[SUPPLIED RECORDS]

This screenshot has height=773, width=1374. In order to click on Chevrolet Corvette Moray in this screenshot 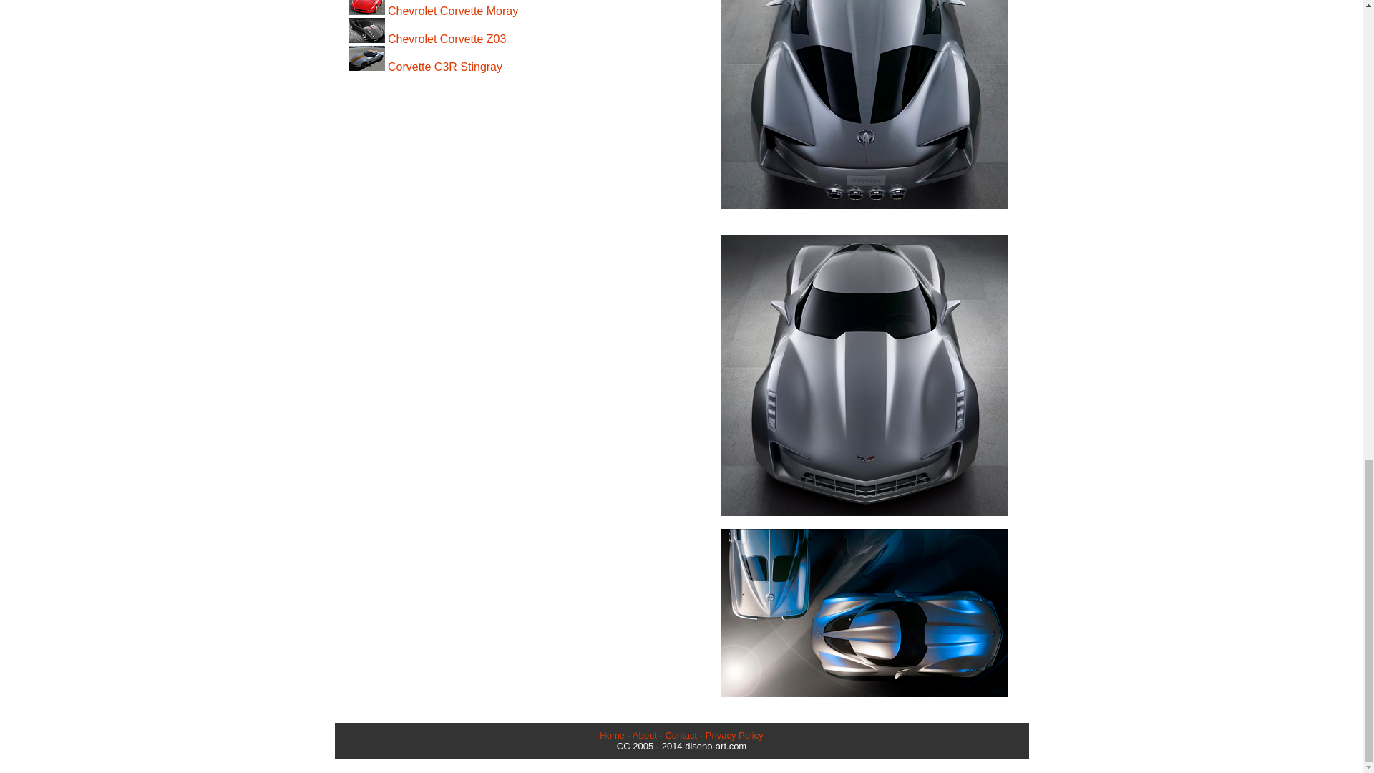, I will do `click(434, 10)`.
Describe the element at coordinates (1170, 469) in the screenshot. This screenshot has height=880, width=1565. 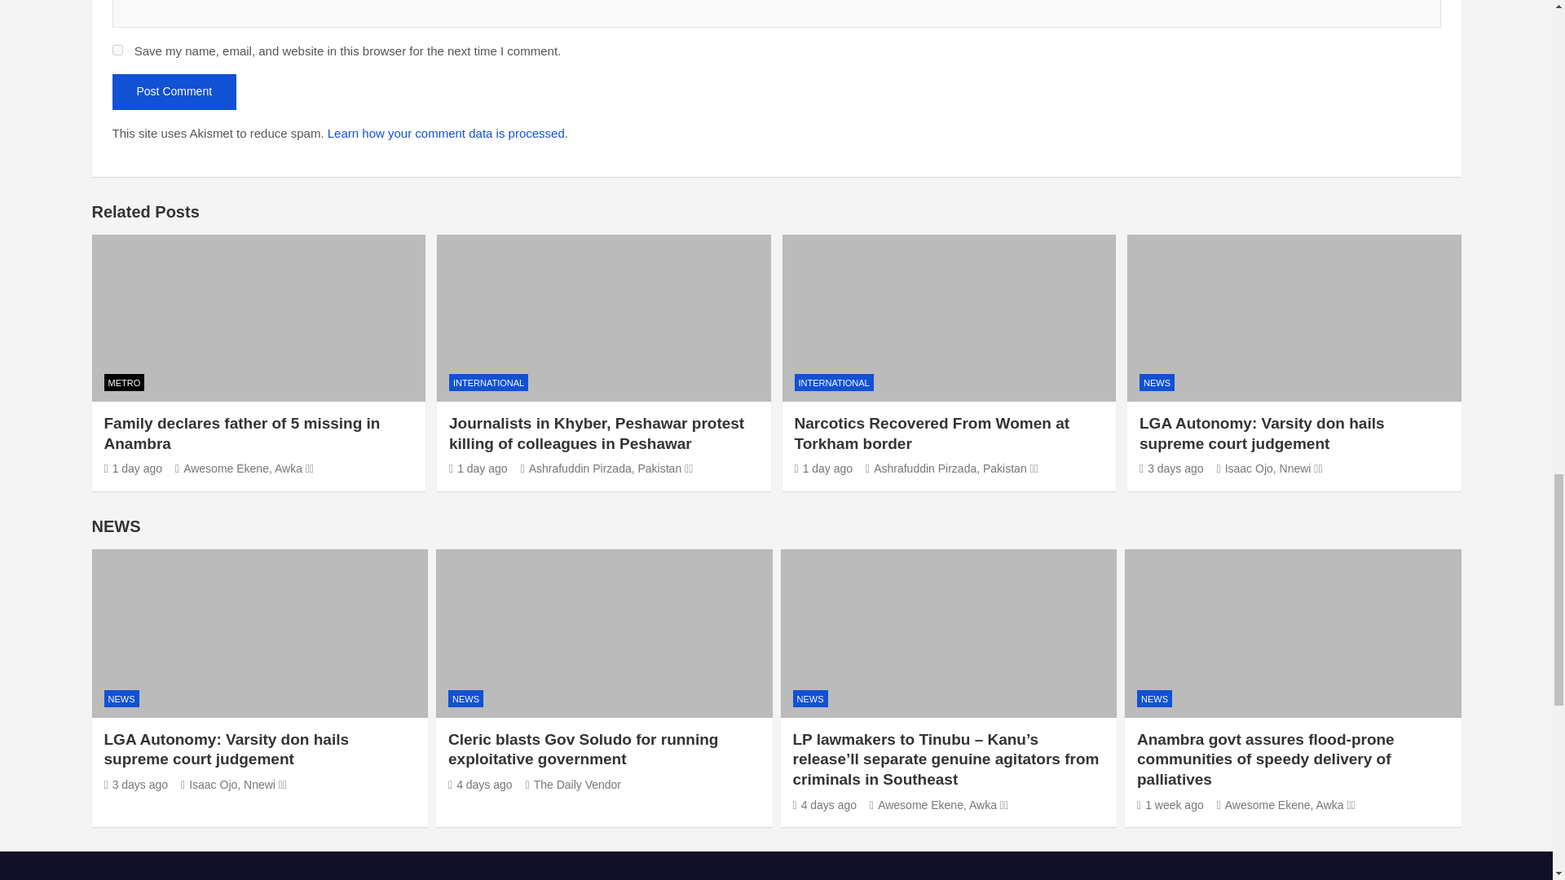
I see `LGA Autonomy: Varsity don hails supreme court judgement` at that location.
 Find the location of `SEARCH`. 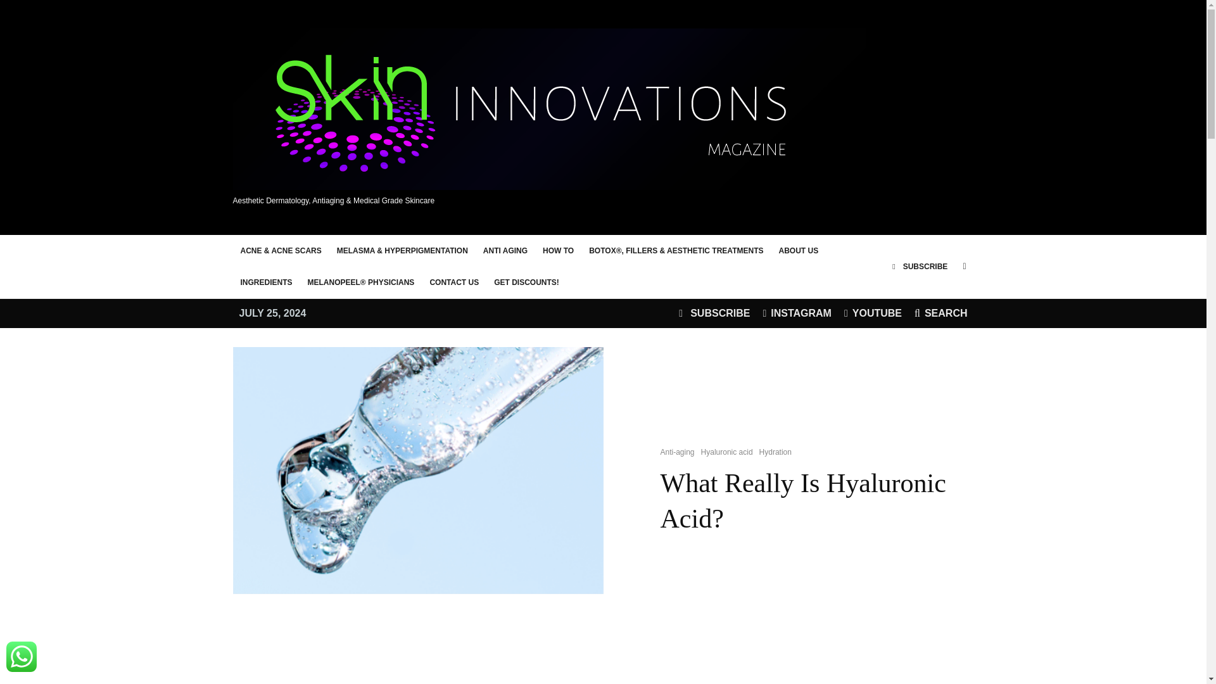

SEARCH is located at coordinates (941, 314).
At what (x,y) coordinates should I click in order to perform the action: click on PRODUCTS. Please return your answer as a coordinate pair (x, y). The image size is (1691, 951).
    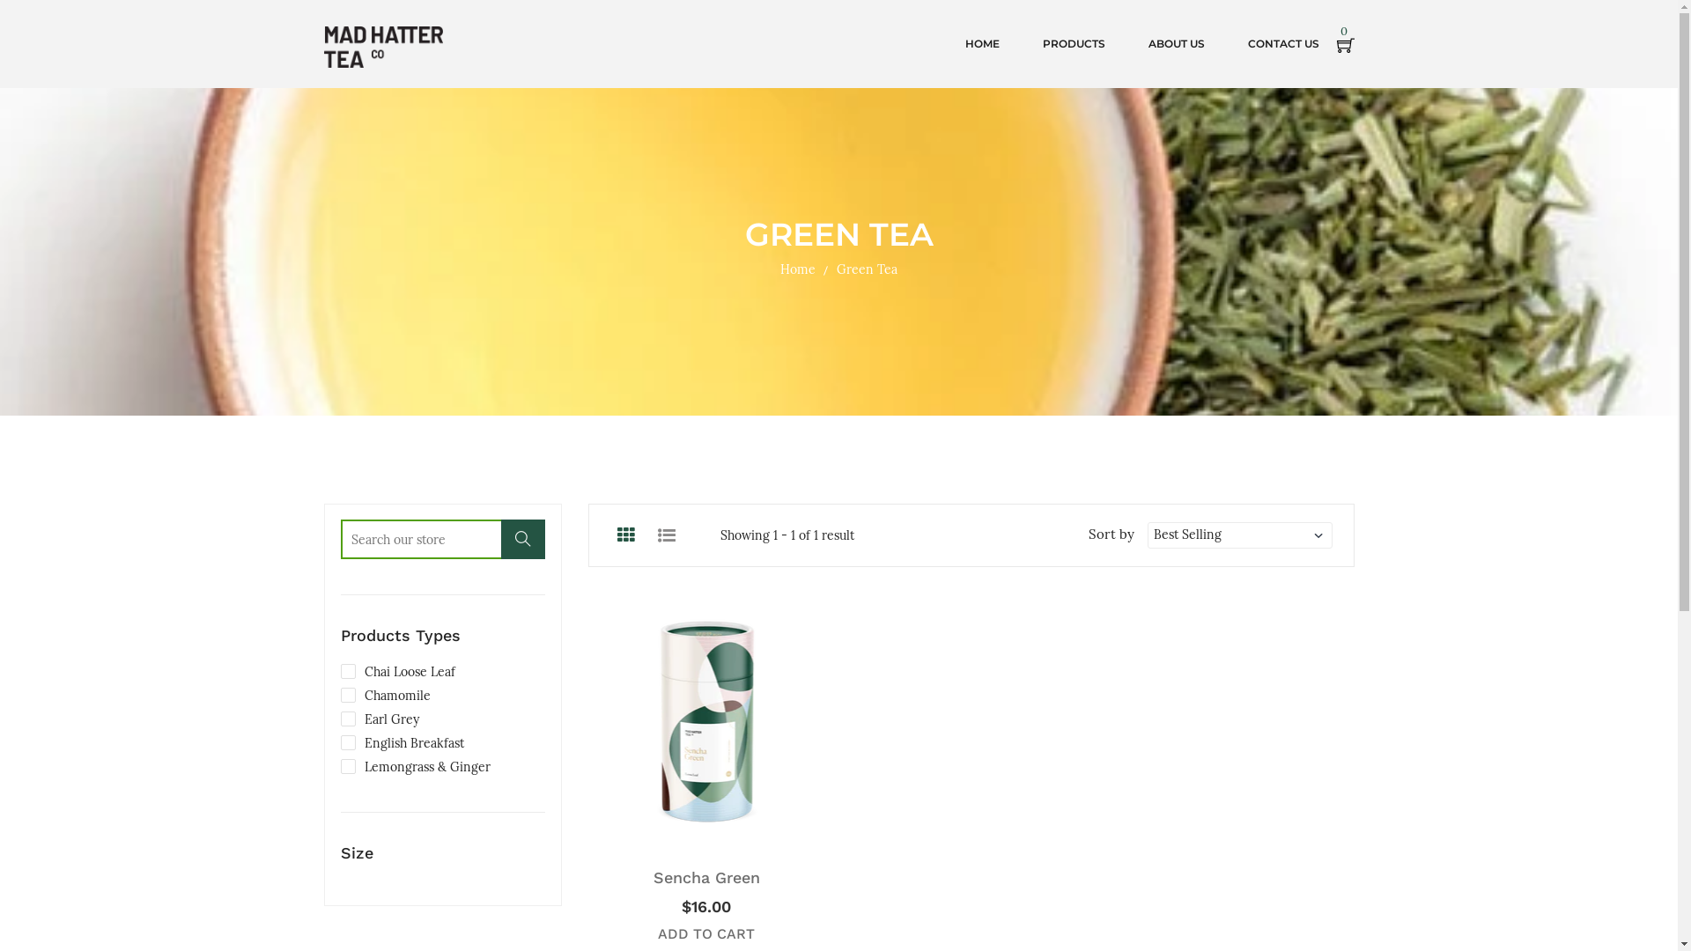
    Looking at the image, I should click on (1075, 44).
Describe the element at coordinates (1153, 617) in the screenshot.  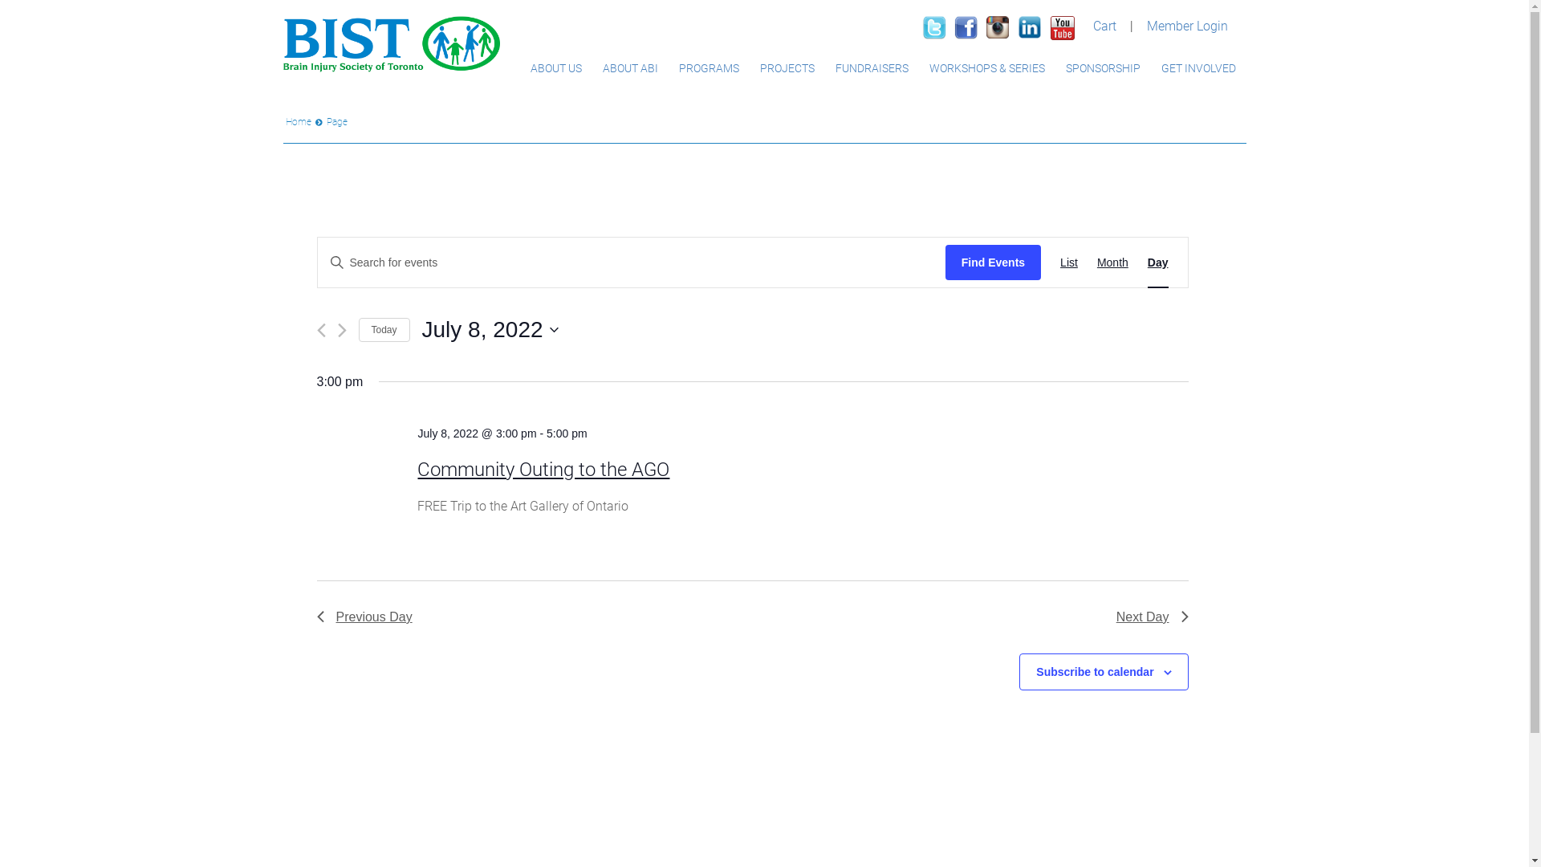
I see `Next Day` at that location.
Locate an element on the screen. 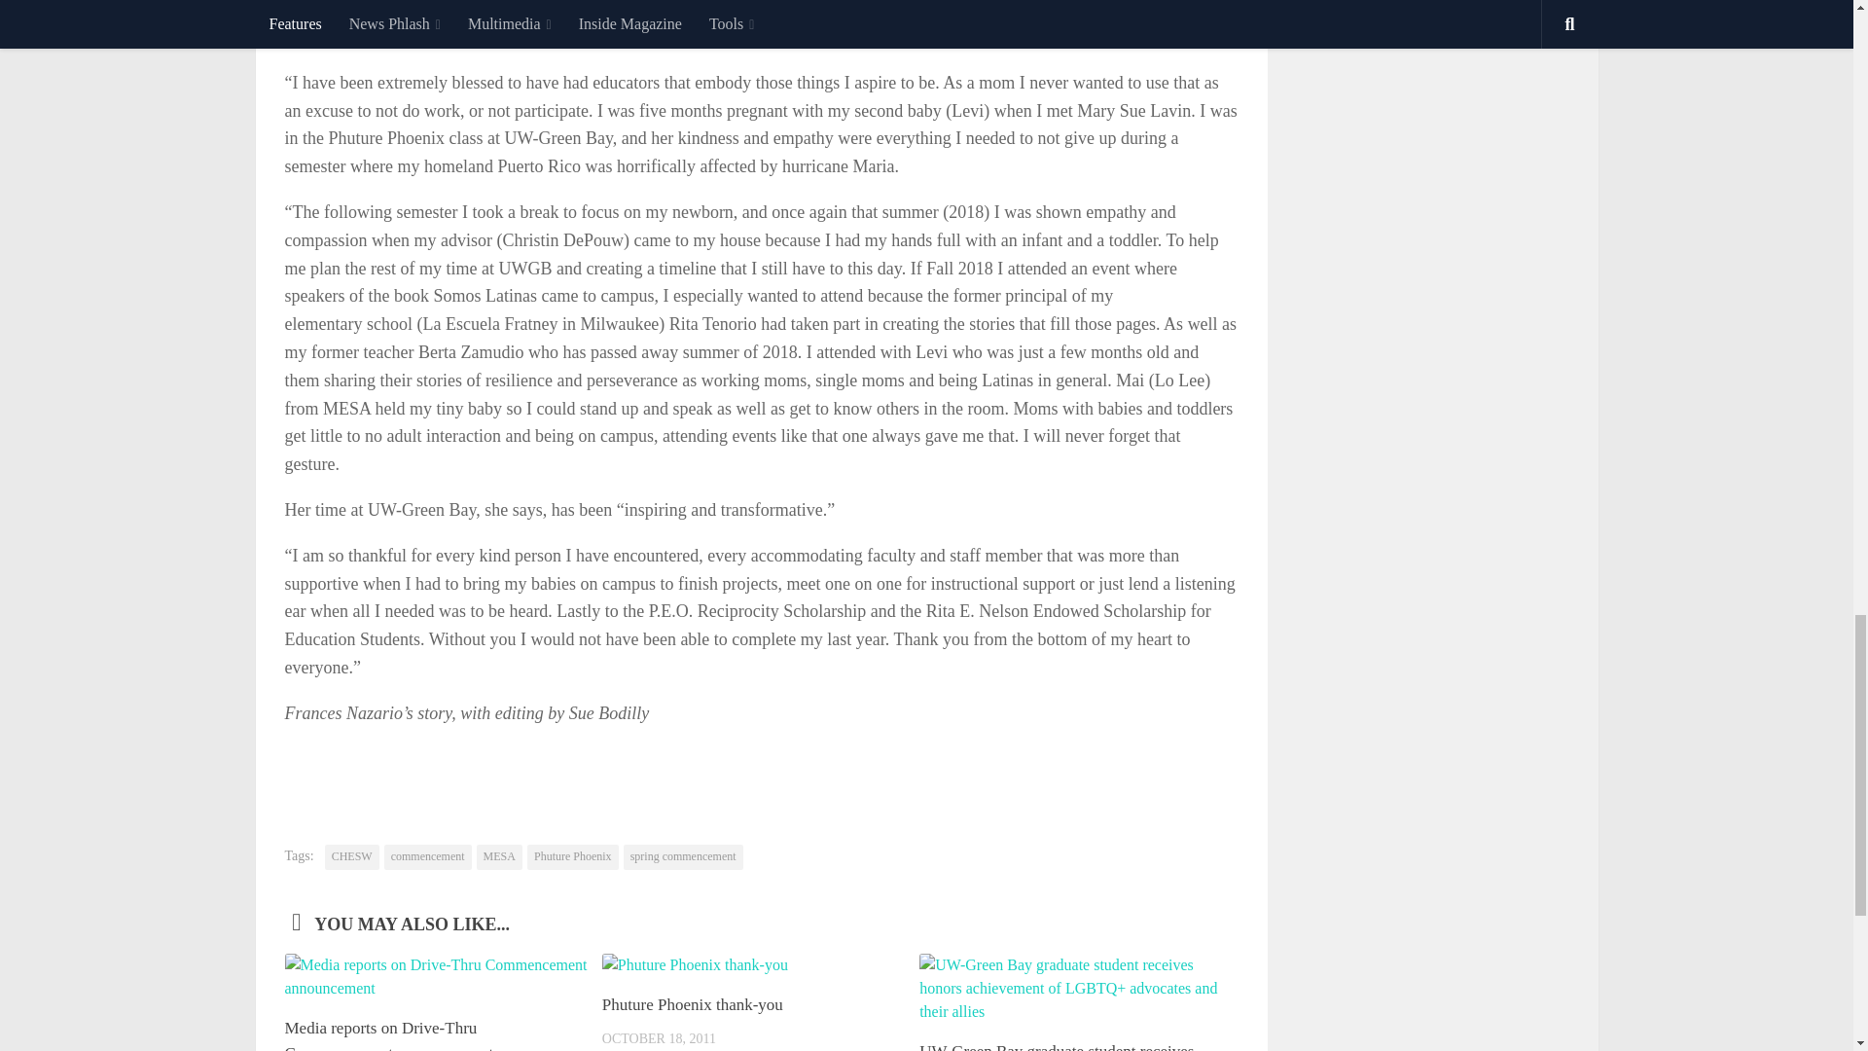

[/SUPPLIED RECORDS]

WORK TO COMPLETE | With the pictures omitted, print precisely the lines from the one with "At what (x,y)" to the final line of the records, both included.

COMPLETED TASK |
At what (x,y) coordinates should I click in order to perform the action: click on PRODUCTS. Please return your answer as a coordinate pair (x, y). The image size is (1691, 951).
    Looking at the image, I should click on (1075, 44).
Describe the element at coordinates (1153, 617) in the screenshot.  
I see `Next Day` at that location.
Locate an element on the screen. 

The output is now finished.